NATURAL BRIDGE.
Early on the following morning the sun-capped peaks of Mount Hecla were visible. There has been no eruption from this mountain since 1845. The principal crater lies 5210 feet above the level of the sea, and is distant fifteen miles from the shore.
Toward noon we made the Westmann Isles, a small rocky group some ten miles distant from the main island. A fishing and trading establishment, owned by a company of Danes, is located on one of these islands. The Arcturus touches twice a year to deliver and receive a mail. On the occasion of our visit, a boat came out with a hardy-looking crew of Danes to receive the mail-bag.
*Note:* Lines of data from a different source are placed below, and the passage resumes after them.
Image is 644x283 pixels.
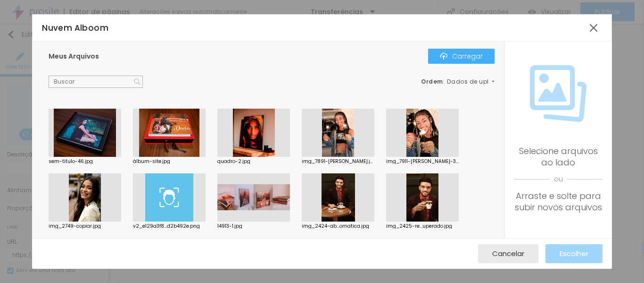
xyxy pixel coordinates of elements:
font: Ordem [421,78,444,85]
font: img_7891-[PERSON_NAME].jpg [302,158,377,165]
font: img_7911-[PERSON_NAME]-3.jpg [386,158,465,165]
button: Escolher [546,244,603,263]
font: Cancelar [493,248,525,258]
img: Ícone [530,65,587,122]
button: ÍconeCarregar [428,48,495,63]
font: v2_e129a3f8...d2b492e.png [133,222,200,229]
button: Cancelar [478,244,538,263]
font: álbum-site.jpg [133,158,170,165]
font: sem-titulo-46.jpg [48,158,93,165]
font: 14913-1.jpg [217,222,243,229]
img: Ícone [134,78,140,85]
font: Dados de upload [447,78,502,85]
font: Meus Arquivos [48,51,99,61]
font: quadro-2.jpg [217,158,251,165]
font: img_2424-ab...omatica.jpg [302,222,369,229]
font: img_2749-copiar.jpg [48,222,101,229]
font: : [444,78,445,85]
font: img_2425-re...uperado.jpg [386,222,453,229]
font: Nuvem Alboom [42,23,108,33]
font: Arraste e solte para subir novos arquivos [515,190,602,213]
font: Carregar [453,51,483,61]
font: ou [554,174,563,183]
font: Escolher [560,248,589,258]
input: Buscar [48,76,143,88]
font: Selecione arquivos ao lado [519,145,598,168]
img: Ícone [440,53,448,60]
It was doubtless a matter of great rejoicing to them to obtain news from home. I had barely time to make a rough outline of the islands as we lay off the settlement.
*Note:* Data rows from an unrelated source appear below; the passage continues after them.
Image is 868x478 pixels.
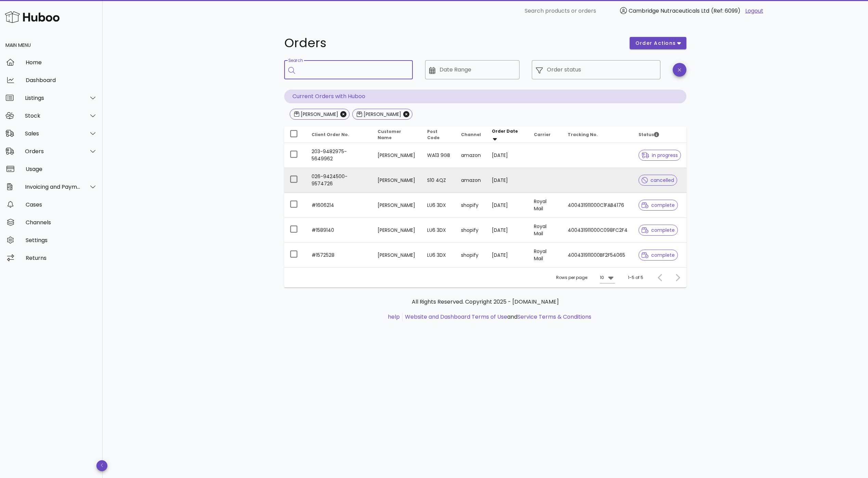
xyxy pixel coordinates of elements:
[517,313,591,321] a: Service Terms & Conditions
[745,7,763,15] a: Logout
[639,132,659,138] span: Status
[528,193,562,218] td: Royal Mail
[340,111,347,118] button: Close
[455,126,486,143] th: Channel
[628,275,643,281] div: 1-5 of 5
[372,126,421,143] th: Customer Name
[405,313,507,321] a: Website and Dashboard Terms of Use
[486,218,528,243] td: [DATE]
[25,201,97,208] div: Cases
[600,275,604,281] div: 10
[421,218,455,243] td: LU6 3DX
[25,95,81,101] div: Listings
[403,313,591,322] li: and
[486,143,528,168] td: [DATE]
[372,193,421,218] td: [PERSON_NAME]
[306,243,372,267] td: #1572528
[25,237,97,244] div: Settings
[628,7,709,15] span: Cambridge Nutraceuticals Ltd
[455,143,486,168] td: amazon
[642,153,678,157] span: in progress
[421,243,455,267] td: LU6 3DX
[284,37,621,50] h1: Orders
[421,126,455,143] th: Post Code
[562,193,633,218] td: 400431911000C1FAB4176
[25,59,97,66] div: Home
[711,7,741,15] span: (Ref: 6099)
[491,128,517,134] span: Order Date
[378,128,401,141] span: Customer Name
[25,184,81,190] div: Invoicing and Payments
[387,313,400,321] a: help
[421,168,455,193] td: S10 4QZ
[562,218,633,243] td: 400431911000C098FC2F4
[25,149,81,154] div: Orders
[455,168,486,193] td: amazon
[306,218,372,243] td: #1589140
[486,168,528,193] td: [DATE]
[642,253,675,257] span: complete
[289,298,681,306] p: All Rights Reserved. Copyright 2025 - [DOMAIN_NAME]
[635,40,676,47] span: order actions
[25,255,97,261] div: Returns
[427,128,440,141] span: Post Code
[306,168,372,193] td: 026-9424500-9574726
[25,220,97,225] div: Channels
[25,130,81,137] div: Sales
[284,89,686,103] p: Current Orders with Huboo
[486,193,528,218] td: [DATE]
[421,193,455,218] td: LU6 3DX
[299,111,338,118] div: [PERSON_NAME]
[528,126,562,143] th: Carrier
[25,166,97,173] div: Usage
[372,143,421,168] td: [PERSON_NAME]
[528,243,562,267] td: Royal Mail
[556,268,615,288] div: Rows per page:
[486,126,528,143] th: Order Date: Sorted descending. Activate to remove sorting.
[288,58,303,63] label: Search
[642,203,675,208] span: complete
[568,132,598,138] span: Tracking No.
[25,113,81,120] div: Stock
[455,193,486,218] td: shopify
[306,143,372,168] td: 203-9482975-5649962
[642,178,674,183] span: cancelled
[461,132,481,138] span: Channel
[5,10,59,24] img: Huboo Logo
[421,143,455,168] td: WA13 9GB
[642,228,675,232] span: complete
[372,218,421,243] td: [PERSON_NAME]
[306,126,372,143] th: Client Order No.
[403,111,410,118] button: Close
[372,243,421,267] td: [PERSON_NAME]
[629,37,686,50] button: order actions
[455,218,486,243] td: shopify
[362,111,401,118] div: [PERSON_NAME]
[534,132,551,138] span: Carrier
[25,77,97,84] div: Dashboard
[372,168,421,193] td: [PERSON_NAME]
[633,126,686,143] th: Status
[312,132,350,138] span: Client Order No.
[486,243,528,267] td: [DATE]
[306,193,372,218] td: #1606214
[562,243,633,267] td: 400431911000BF2F54065
[562,126,633,143] th: Tracking No.
[528,218,562,243] td: Royal Mail
[455,243,486,267] td: shopify
[600,272,615,284] div: 10Rows per page:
The chief interest attached to the Westmann group is, that it is supposed to have been visited by Columbus in 1477, fifteen years prior to his voyage of discovery to the shores of America. It is now generally conceded that the Icelanders were the original discoverers of the American continent. Recent antiquarian researches tend to establish the fact that they had advanced as far to the southward as Massachusetts in the tenth century. They held colonies on the coasts of Greenland and Labrador, and must have had frequent intercourse with the Indians farther south. Columbus in all probability obtained some valuable data from these hardy adventurers. The date of his visit to Iceland is well authenticated by Beamish, Rafn, and other eminent writers on the early discoveries of the Northmen.
COAST OF ICELAND.
Nothing could surpass the desolate grandeur of the coast as we approached the point of Reykjaness. It was of an almost infernal blackness. The whole country seemed uptorn, rifted, shattered, and scattered about in a vast chaos of ruin. Huge cliffs of lava split down to their bases toppled over the surf. Rocks of every [!-- Illustration page --] conceivable shape, scorched and blasted with fire, wrested from the main and hurled into the sea, battled with the waves, their black scraggy points piercing the mist like giant hands upthrown to smite or sink in a fierce death-struggle. The wild havoc wrought in the conflict of elements was appalling. Birds screamed over the fearful wreck of matter. The surf from the inrolling waves broke against the charred and shattered desert of ruin with a terrific roar. Columns of spray shot up over the blackened fragments of lava, while in every opening the lashed waters, discolored by the collision, seethed and surged as in a huge caldron. Verily there is One whose “fury is poured out like fire; the rocks are thrown down by him; the mountains quake, and the hills melt, and the earth is burned at his presence.”